The gipsey woman stopped at once, and made a sign to the boy, who was instantly as still as a ruin; but the old surgeon continued to abuse her most atrociously, till he had finished bandaging the arm, calling her every bad name that a fertile imagination and a copious vocabulary could supply. It is wonderful, however, how quick is sometimes the conception of character amongst the lower classes, especially those who are subject to any kind of persecution. The poor woman stood perfectly calm; a faint smile crossed her lip at the old man's terrible abuse, as if a feeling of amusement at his affected violence crossed the deeper emotions which filled her large black eyes with tears. She said not a word in reply; she showed no sign of anger; and when at length all was done, and, patting the boy's head with his broad skinny hand, Mr. Woodyard said, in another voice, "There, you little dog, you may go to your mammy now," she started forward, and kissed the surgeon's hand--even before she embraced her child. She had understood him in a moment.
A short time was passed by mother and son in tenderness, wild and strange, but striking; she kissed his eyes and his lips, and held him first at a distance, then close to her heart; she put her hands upon his curly head, and raised her look upwards, where hope and thankfulness seek Heaven. Then she asked all that had happened; and with simple prattle the boy told her how he had seen the bull attack the old General, and had run to frighten it. And the woman laughed and cried at her child's courage and his folly. But when he went on to say--after relating how he had found himself flying in the air,--"Then that man came up, and caught him by the tail, and whacked him till he tumbled down," she turned to Chandos, and kissed his hand too.
"But the best of it all, mammy," cried the boy, who entered into the spirit of his own story, "was when farmer Thorpe came up, and bullied the two men as they were looking at me; and how that one told him he would whack him as he had whacked the bull, if he did not cut his quids."
"So farmer Thorpe bullied, did he?" cried the woman, "He's a tiger: but snakes even bite tigers." And she added something in a low voice, which sounded to Chandos's ear, "Let him look to his farm-yard."
Certain it is that the next night passed distressfully to the poultry of farmer Thorpe. When he looked in the morning, where many a turkey had been fattening for Christmas, and capons and fowls strutted proud, he found feathers but not fowls. The geese, indeed, were spared, Heaven only knows why; but from the imperial black bubblyjock down to Dame Partlet's youngest daughter, all the rest were gone. Yet there was a large fierce dog in the yard, as fierce as his master or his master's bull. There are, however, always in this world moyens de parvenir; and the fierce dog was found to have made himself very comfortable during the cold wintry night with feathers which must have been plucked off his tender flock under his nose. What a picture of
"A faithless guardian of a charge too good!"
However, putting the morality of the thing out of the question, the fact is curious, as the first recorded instance of a dog using a feather-bed.

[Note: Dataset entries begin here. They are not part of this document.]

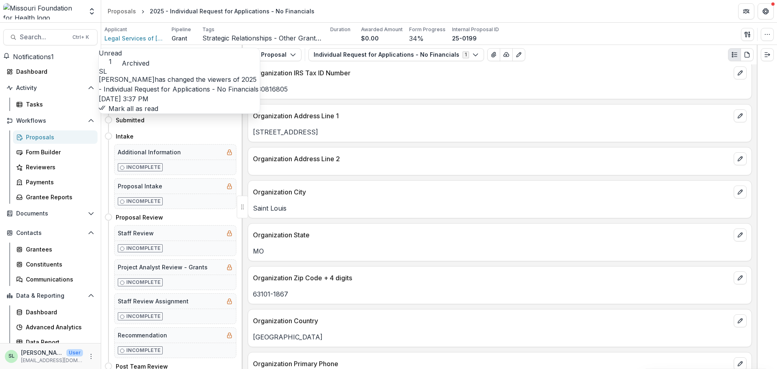 This screenshot has height=369, width=777. What do you see at coordinates (340, 30) in the screenshot?
I see `p: Duration` at bounding box center [340, 30].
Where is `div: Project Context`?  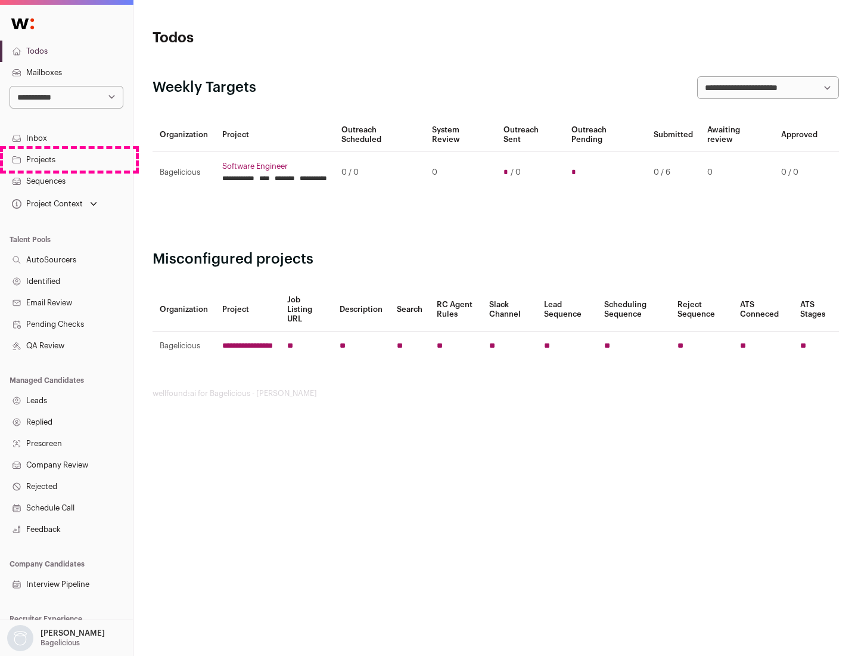
div: Project Context is located at coordinates (46, 204).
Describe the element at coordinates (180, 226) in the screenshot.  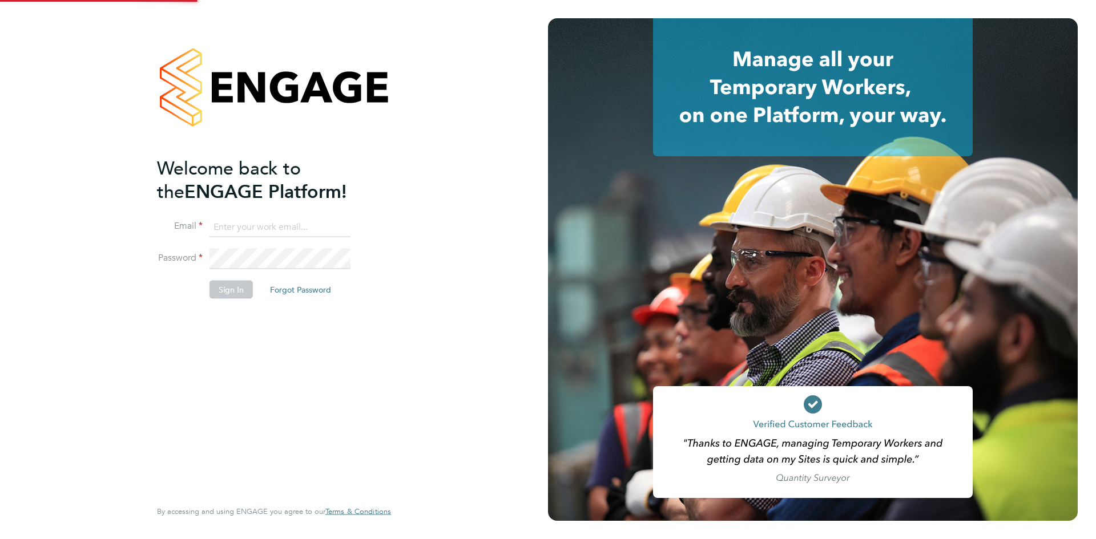
I see `label: Email` at that location.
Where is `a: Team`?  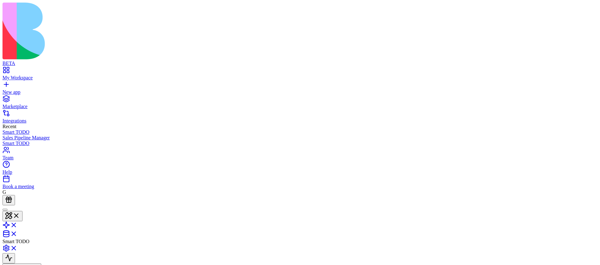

The whole of the last paragraph is a huge parenthesis; and as it is not easy to get back again after such an inordinate digression without a jump or an hiatus, we will take the latter, and end the chapter here.
CHAPTER IX.
"There now, my good woman, you have hugged the boy enough," said Mr. Woodyard; "you have kissed my hand, and the young man's; and the next thing is to put the child to bed, and keep him there for the next three days. I will see that he is taken care of; but mind you don't give him any of your neighbours' hens, or hares, or partridges; not because he or his stomach would care a straw whether they were stolen or not; but because he must not eat animal food, however it is come by."